The Environment Agency has issued a variation to Angus Fire’s environmental permit, allowing the company to introduce an effluent treatment plant at its High Bentham site. The change is intended to reduce PFAS contamination in rainwater collected on the permitted areas of the site before that water is discharged. According to the Environment Agency, the decision followed consultation on a draft approval earlier this year and turned on whether the operator had shown it could meet the permit’s mandatory conditions on an ongoing basis.
The regulatory point is central to the case. A permit variation is not a general endorsement of past industrial activity; it is a legal decision under environmental legislation on whether a proposed operation can be controlled through binding conditions. The Environment Agency said it reviewed comments and evidence submitted across both consultation exercises before reaching its final view. John Neville, the Agency’s Area Environment Manager, said the assessment was detailed and that the controls attached to the varied permit are intended to protect people and the environment. In practical terms, the regulator concluded that the treatment proposal could be managed within the statutory regime rather than outside it.
The site previously manufactured and tested firefighting foam, a product type known to have contained per- and polyfluoroalkyl substances, or PFAS. The Environment Agency said rainwater falling on key areas of the permitted site can become contaminated by those substances as a result of the site’s former manufacturing processes. Angus Fire no longer manufactures firefighting foam at High Bentham. The present application was instead directed at managing legacy contamination by collecting affected rainwater and treating it before release.

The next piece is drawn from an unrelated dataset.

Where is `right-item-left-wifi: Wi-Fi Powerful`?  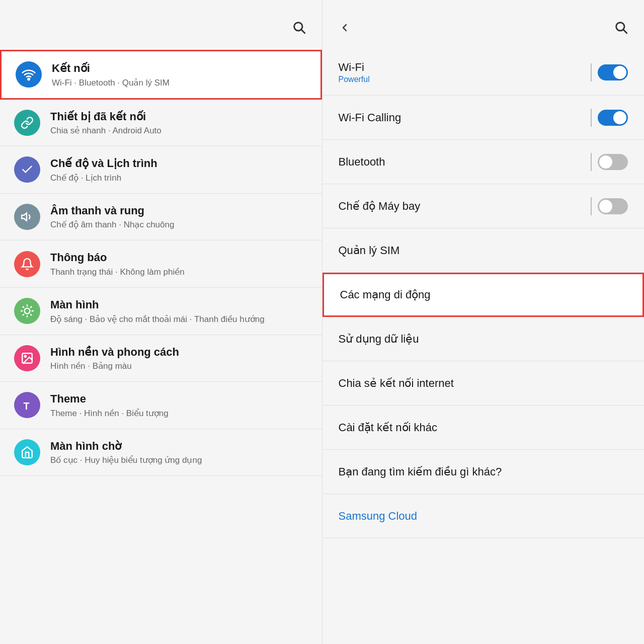
right-item-left-wifi: Wi-Fi Powerful is located at coordinates (354, 72).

The varied permit covers an effluent treatment plant designed to reduce PFAS in both the rainwater already being collected and rainwater that will fall on the site in future. The stated regulatory purpose is to reduce the overall risk of PFAS entering the wider environment. Once treated, the water will be discharged to the River Wenning. The Environment Agency said the residual PFAS level in the treated discharge will be consistent with levels currently accepted as best practice for PFAS treatment processes.
The decision also shows the legal threshold the regulator must apply. The Environment Agency only issues permits or permit variations where it is satisfied that the operator can comply with the conditions and has suitable systems in place to avoid causing harm to the environment, human health or wildlife. That same framework limits the grounds for refusal. The Agency said it may refuse an application only where one or more legal requirements under environmental legislation are not met, including where a proposal would have a significant environmental effect or harm human health. Where the legal tests are met, the regulator is required to issue the permit.
For local residents and other consultees, that distinction matters. Consultation evidence can affect the regulator’s assessment, the conditions it imposes and the reasoning it publishes in its final decision document. It does not give the Agency a broad discretion to reject an application that satisfies the statutory tests. The published decision document therefore becomes the main accountability record. According to the Environment Agency, it explains how the decision was reached, summarises the concerns raised during consultation and sets out how those points were addressed.
The practical effect now is continued regulation rather than regulatory withdrawal. Environmental permits impose binding operating conditions, and the Environment Agency remains responsible for monitoring and enforcing compliance once a variation has been issued. If Angus Fire fails to meet those conditions, the Agency’s powers include enforcement notices, permit suspension or revocation, fines and criminal sanctions, including prosecution. The permit variation is therefore best read as a controlled route for treating PFAS-affected rainwater, not as a reduction in environmental oversight.